Current Pilot: Central UMC

Central UMC is the active pilot used to test BEAM Architecture in a live community setting.

The Central UMC pilot is the first concentrated proof of how a BEAM cohort can document an existing building, frame preservation and reuse questions, and produce phased support for real next steps.

Pilot Brief

What the pilot is designed to test

Central UMC gives BEAM a real building, a real stewardship context, and a real decision environment.

The pilot tests whether a faculty-guided student cohort can produce work that is simultaneously educational, credible, and useful to a partner site.

Scope

Likely workstreams

The pilot can support documentation, preservation framing, adaptive reuse thinking, accessibility review, and phased implementation planning.

Each workstream is coordinated so the project does not fragment into isolated classroom exercises.

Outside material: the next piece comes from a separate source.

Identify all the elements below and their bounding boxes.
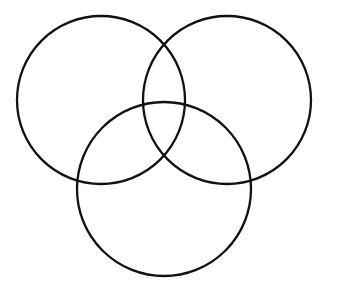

  • Existing conditions and field documentation
  • Historic and architectural reading of the site
  • Accessibility priorities and phased interventions
  • Reuse and implementation scenarios

Learning

What students and faculty gain

Students encounter the full complexity of a building with history, public meaning, physical constraints, and institutional realities.

Faculty gain a project platform where teaching, advising, and community-linked scholarship can operate together.

Future

Why the pilot matters beyond one site

The goal is not only to support Central UMC. It is to establish a replicable method for future BEAM Architecture cohorts.

If the pilot succeeds, it becomes a precedent for how sites, faculty, and student teams can work together across the broader BEAM network.